Dr. Paul Nolette, Associate Professor at Marquette University Law School, says Supreme Court Justice Ruth Bader Ginsburg’s legacy will continue to impact the United States following her death on Friday.
“I think, greater than any one case that she argued as an attorney or decided as a judge, was the fact that she really became a symbol, I think, for millions of, particularly women and girls who saw her as a fighter for what she believed in and also somebody who, throughout her career, stood up to sometimes some egregious sexism and sexual harassment to really get to the pinnacle of her profession,” Dr. Nolette said on Wisconsin’s Weekend Morning News.
Dr. Nolette says perhaps the greatest impact she had on society was writing the decision for the majority in United States v. Virginia.
In that case, the court ruled 7-1 that the Virginia Military Institute could no longer accept only men because it violated the Fourteenth Amendment’s Equal Protection Clause.
“I think by striking down this all-male policy by saying it discriminated against women, it was really in some ways a capstone of what she had been fighting for even going back to the 1970’s when she was an attorney for the American Civil Liberties Union fighting for women’s rights causes,” Dr. Nolette said.
Justice Ginaburg’s death will lead to a partisan fight over appointing and confirming her replacement on the Supreme Court, according to Dr. Nolette. And he says that fight has already begun.
He pointed to Senate Majority Leader Mitch McConnell’s statement following Justice Ginsburg’s death, which read in part, “President Trump’s nominee will receive a vote on the floor of the United States Senate.”
“He’s going full steam ahead,” Dr. Nolette said about Senate Majority Leader McConnell. “The big question it seems to me at this point is whether Republicans will ultimately have the votes to move this thing forward. They can afford up to three defections from their caucus of 53.”
If President Trump’s nominee is confirmed, Dr. Nolette says it could change the makeup of the Supreme Court for decades.
“If that happens, then it’ll be a very very strongly conservative Court, and really for the first time in quite some time that the Court will have such a strong conservative majority,” Dr. Nolette said.
Dr. Paul Nolette was a guest on Wisconsin’s Weekend Morning News.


- [GOAL OF THE EXERCISE]
Output the entries below exactly as written, omitting pictures.

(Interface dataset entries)
□ □ □ □ □
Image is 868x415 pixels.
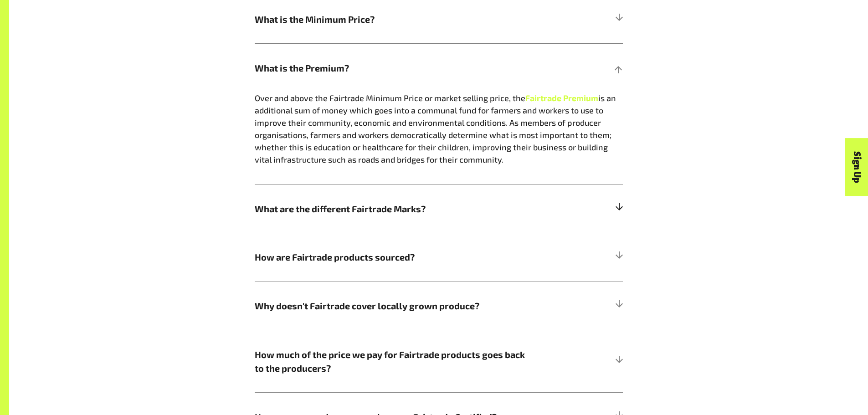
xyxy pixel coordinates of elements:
[255,93,616,165] span: Over and above the Fairtrade Minimum Price or market selling price, the is an additional sum of m...
[255,299,531,312] span: Why doesn't Fairtrade cover locally grown produce?
[255,348,531,375] span: How much of the price we pay for Fairtrade products goes back to the producers?
[255,202,531,216] span: What are the different Fairtrade Marks?
[255,61,531,75] span: What is the Premium?
[255,250,531,264] span: How are Fairtrade products sourced?
[525,93,598,103] a: Fairtrade Premium
[255,12,531,26] span: What is the Minimum Price?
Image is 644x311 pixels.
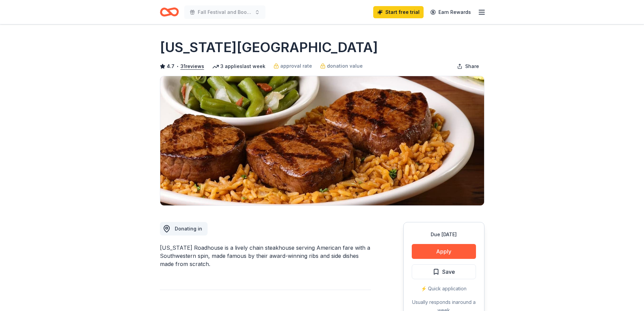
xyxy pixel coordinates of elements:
[443,267,455,276] span: Save
[175,226,202,231] span: Donating in
[452,60,485,73] button: Share
[412,231,477,239] div: Due [DATE]
[181,62,204,70] button: 31reviews
[320,62,363,70] a: donation value
[212,62,265,70] div: 3 applies last week
[280,62,312,70] span: approval rate
[177,64,178,69] span: •
[167,62,175,70] span: 4.7
[427,6,475,18] a: Earn Rewards
[412,284,477,293] div: ⚡️ Quick application
[160,76,484,206] img: Image for Texas Roadhouse
[160,4,179,20] a: Home
[160,38,378,57] h1: [US_STATE][GEOGRAPHIC_DATA]
[412,265,477,279] button: Save
[374,6,424,18] a: Start free trial
[412,244,477,259] button: Apply
[274,62,312,70] a: approval rate
[160,244,371,268] div: [US_STATE] Roadhouse is a lively chain steakhouse serving American fare with a Southwestern spin,...
[198,8,252,17] span: Fall Festival and Book Sale 2025
[327,62,363,70] span: donation value
[466,62,479,70] span: Share
[184,6,265,19] button: Fall Festival and Book Sale 2025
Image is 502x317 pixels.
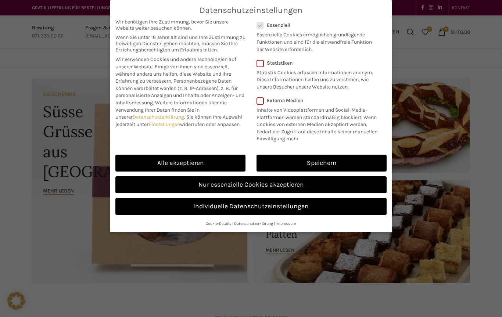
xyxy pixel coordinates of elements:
[256,28,377,53] p: Essenzielle Cookies ermöglichen grundlegende Funktionen und sind für die einwandfreie Funktion de...
[234,221,273,226] a: Datenschutzerklärung
[115,176,386,193] a: Nur essenzielle Cookies akzeptieren
[115,100,227,120] span: Weitere Informationen über die Verwendung Ihrer Daten finden Sie in unserer .
[115,34,245,53] span: Wenn Sie unter 16 Jahre alt sind und Ihre Zustimmung zu freiwilligen Diensten geben möchten, müss...
[256,66,377,91] p: Statistik Cookies erfassen Informationen anonym. Diese Informationen helfen uns zu verstehen, wie...
[206,221,231,226] a: Cookie-Details
[256,60,377,66] label: Statistiken
[115,78,244,106] span: Personenbezogene Daten können verarbeitet werden (z. B. IP-Adressen), z. B. für personalisierte A...
[199,6,302,15] span: Datenschutzeinstellungen
[256,97,382,104] label: Externe Medien
[148,121,180,127] a: Einstellungen
[256,155,386,172] a: Speichern
[276,221,296,226] a: Impressum
[115,198,386,215] a: Individuelle Datenschutzeinstellungen
[256,22,377,28] label: Essenziell
[256,104,382,143] p: Inhalte von Videoplattformen und Social-Media-Plattformen werden standardmäßig blockiert. Wenn Co...
[115,114,242,127] span: Sie können Ihre Auswahl jederzeit unter widerrufen oder anpassen.
[115,155,245,172] a: Alle akzeptieren
[115,19,245,31] span: Wir benötigen Ihre Zustimmung, bevor Sie unsere Website weiter besuchen können.
[115,56,236,84] span: Wir verwenden Cookies und andere Technologien auf unserer Website. Einige von ihnen sind essenzie...
[133,114,184,120] a: Datenschutzerklärung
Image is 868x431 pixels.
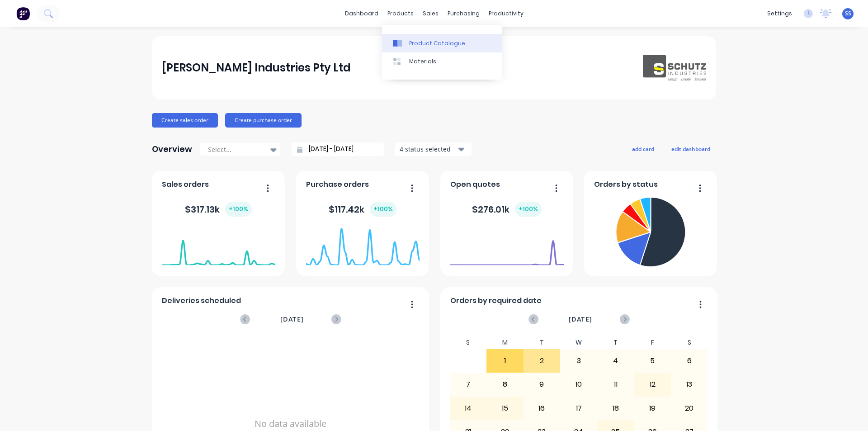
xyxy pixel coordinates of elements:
span: SS [845,10,852,18]
div: + 100 % [370,202,397,217]
div: 1 [487,350,523,372]
img: Schutz Industries Pty Ltd [643,54,706,82]
div: settings [763,7,797,21]
div: 2 [524,350,560,372]
div: + 100 % [225,202,252,217]
div: 19 [635,397,671,420]
button: Create purchase order [225,113,302,128]
div: 15 [487,397,523,420]
div: Product Catalogue [410,39,465,47]
div: 20 [671,397,708,420]
div: [PERSON_NAME] Industries Pty Ltd [162,59,351,77]
a: dashboard [341,7,383,21]
div: 3 [561,350,597,372]
div: + 100 % [515,202,542,217]
div: productivity [485,7,528,21]
div: T [598,336,635,349]
button: edit dashboard [665,143,716,155]
div: 11 [598,373,634,396]
div: M [486,336,524,349]
span: [DATE] [281,315,304,324]
span: Deliveries scheduled [162,295,241,306]
div: 6 [671,350,708,372]
div: 14 [451,397,486,420]
div: F [634,336,671,349]
div: Overview [152,140,192,159]
span: Orders by status [594,179,658,190]
div: $ 276.01k [472,202,542,217]
button: add card [626,143,660,155]
div: S [671,336,708,349]
img: Factory [16,7,30,21]
div: $ 117.42k [328,202,397,217]
div: W [560,336,598,349]
div: 17 [561,397,597,420]
div: sales [419,7,443,21]
div: 9 [524,373,560,396]
div: 8 [487,373,523,396]
div: 4 [598,350,634,372]
button: 4 status selected [395,142,472,156]
span: Orders by required date [451,295,542,306]
div: 4 status selected [400,144,457,154]
div: $ 317.13k [185,202,252,217]
div: products [383,7,419,21]
div: 12 [635,373,671,396]
div: purchasing [443,7,485,21]
div: T [524,336,561,349]
span: Open quotes [451,179,500,190]
div: 5 [635,350,671,372]
div: S [450,336,487,349]
a: Product Catalogue [382,34,502,52]
button: Create sales order [152,113,218,128]
div: 10 [561,373,597,396]
div: 16 [524,397,560,420]
div: Materials [410,58,436,65]
span: Purchase orders [306,179,369,190]
span: Sales orders [162,179,209,190]
div: 13 [671,373,708,396]
div: 7 [451,373,486,396]
div: 18 [598,397,634,420]
span: [DATE] [569,315,592,324]
a: Materials [382,53,502,71]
□ □ □ □ □
- [EXERCISE RESULT]
Image is 868x415 pixels.
xyxy pixel coordinates of elements:
[255,93,616,165] span: Over and above the Fairtrade Minimum Price or market selling price, the is an additional sum of m...
[255,299,531,312] span: Why doesn't Fairtrade cover locally grown produce?
[255,348,531,375] span: How much of the price we pay for Fairtrade products goes back to the producers?
[255,202,531,216] span: What are the different Fairtrade Marks?
[255,61,531,75] span: What is the Premium?
[255,250,531,264] span: How are Fairtrade products sourced?
[525,93,598,103] a: Fairtrade Premium
[255,12,531,26] span: What is the Minimum Price?
Image is 644x311 pixels.
xyxy pixel coordinates of elements:
[443,267,455,276] span: Save
[175,226,202,231] span: Donating in
[452,60,485,73] button: Share
[412,231,477,239] div: Due [DATE]
[181,62,204,70] button: 31reviews
[320,62,363,70] a: donation value
[212,62,265,70] div: 3 applies last week
[280,62,312,70] span: approval rate
[177,64,178,69] span: •
[167,62,175,70] span: 4.7
[427,6,475,18] a: Earn Rewards
[412,284,477,293] div: ⚡️ Quick application
[160,76,484,206] img: Image for Texas Roadhouse
[160,4,179,20] a: Home
[160,38,378,57] h1: [US_STATE][GEOGRAPHIC_DATA]
[412,265,477,279] button: Save
[374,6,424,18] a: Start free trial
[412,244,477,259] button: Apply
[274,62,312,70] a: approval rate
[160,244,371,268] div: [US_STATE] Roadhouse is a lively chain steakhouse serving American fare with a Southwestern spin,...
[198,8,252,17] span: Fall Festival and Book Sale 2025
[327,62,363,70] span: donation value
[466,62,479,70] span: Share
[184,6,265,19] button: Fall Festival and Book Sale 2025
Image is 502x317 pixels.
xyxy pixel coordinates of elements:
[256,28,377,53] p: Essenzielle Cookies ermöglichen grundlegende Funktionen und sind für die einwandfreie Funktion de...
[234,221,273,226] a: Datenschutzerklärung
[115,176,386,193] a: Nur essenzielle Cookies akzeptieren
[115,100,227,120] span: Weitere Informationen über die Verwendung Ihrer Daten finden Sie in unserer .
[115,34,245,53] span: Wenn Sie unter 16 Jahre alt sind und Ihre Zustimmung zu freiwilligen Diensten geben möchten, müss...
[256,66,377,91] p: Statistik Cookies erfassen Informationen anonym. Diese Informationen helfen uns zu verstehen, wie...
[206,221,231,226] a: Cookie-Details
[256,60,377,66] label: Statistiken
[115,78,244,106] span: Personenbezogene Daten können verarbeitet werden (z. B. IP-Adressen), z. B. für personalisierte A...
[199,6,302,15] span: Datenschutzeinstellungen
[256,97,382,104] label: Externe Medien
[148,121,180,127] a: Einstellungen
[256,155,386,172] a: Speichern
[276,221,296,226] a: Impressum
[115,198,386,215] a: Individuelle Datenschutzeinstellungen
[256,22,377,28] label: Essenziell
[256,104,382,143] p: Inhalte von Videoplattformen und Social-Media-Plattformen werden standardmäßig blockiert. Wenn Co...
[115,114,242,127] span: Sie können Ihre Auswahl jederzeit unter widerrufen oder anpassen.
[115,155,245,172] a: Alle akzeptieren
[115,19,245,31] span: Wir benötigen Ihre Zustimmung, bevor Sie unsere Website weiter besuchen können.
[115,56,236,84] span: Wir verwenden Cookies und andere Technologien auf unserer Website. Einige von ihnen sind essenzie...
[133,114,184,120] a: Datenschutzerklärung
Image is 868x431 pixels.
xyxy pixel coordinates of elements:
span: SS [845,10,852,18]
div: + 100 % [370,202,397,217]
div: 1 [487,350,523,372]
img: Schutz Industries Pty Ltd [643,54,706,82]
div: settings [763,7,797,21]
div: 2 [524,350,560,372]
div: + 100 % [225,202,252,217]
div: 19 [635,397,671,420]
button: Create purchase order [225,113,302,128]
div: 15 [487,397,523,420]
div: Product Catalogue [410,39,465,47]
div: 20 [671,397,708,420]
div: [PERSON_NAME] Industries Pty Ltd [162,59,351,77]
a: dashboard [341,7,383,21]
div: 3 [561,350,597,372]
div: + 100 % [515,202,542,217]
div: productivity [485,7,528,21]
div: T [598,336,635,349]
button: edit dashboard [665,143,716,155]
div: 11 [598,373,634,396]
div: M [486,336,524,349]
span: [DATE] [281,315,304,324]
span: Deliveries scheduled [162,295,241,306]
div: 6 [671,350,708,372]
div: 14 [451,397,486,420]
div: F [634,336,671,349]
div: Overview [152,140,192,159]
span: Orders by status [594,179,658,190]
div: $ 276.01k [472,202,542,217]
button: add card [626,143,660,155]
div: S [671,336,708,349]
img: Factory [16,7,30,21]
div: $ 117.42k [328,202,397,217]
div: W [560,336,598,349]
div: 17 [561,397,597,420]
div: sales [419,7,443,21]
div: 9 [524,373,560,396]
div: 8 [487,373,523,396]
div: 4 [598,350,634,372]
button: 4 status selected [395,142,472,156]
span: Orders by required date [451,295,542,306]
div: 4 status selected [400,144,457,154]
div: $ 317.13k [185,202,252,217]
div: products [383,7,419,21]
div: 12 [635,373,671,396]
div: purchasing [443,7,485,21]
div: T [524,336,561,349]
span: Open quotes [451,179,500,190]
div: 5 [635,350,671,372]
div: S [450,336,487,349]
a: Product Catalogue [382,34,502,52]
button: Create sales order [152,113,218,128]
div: 10 [561,373,597,396]
div: 16 [524,397,560,420]
div: Materials [410,58,436,65]
span: Purchase orders [306,179,369,190]
span: Sales orders [162,179,209,190]
div: 13 [671,373,708,396]
div: 7 [451,373,486,396]
div: 18 [598,397,634,420]
span: [DATE] [569,315,592,324]
a: Materials [382,53,502,71]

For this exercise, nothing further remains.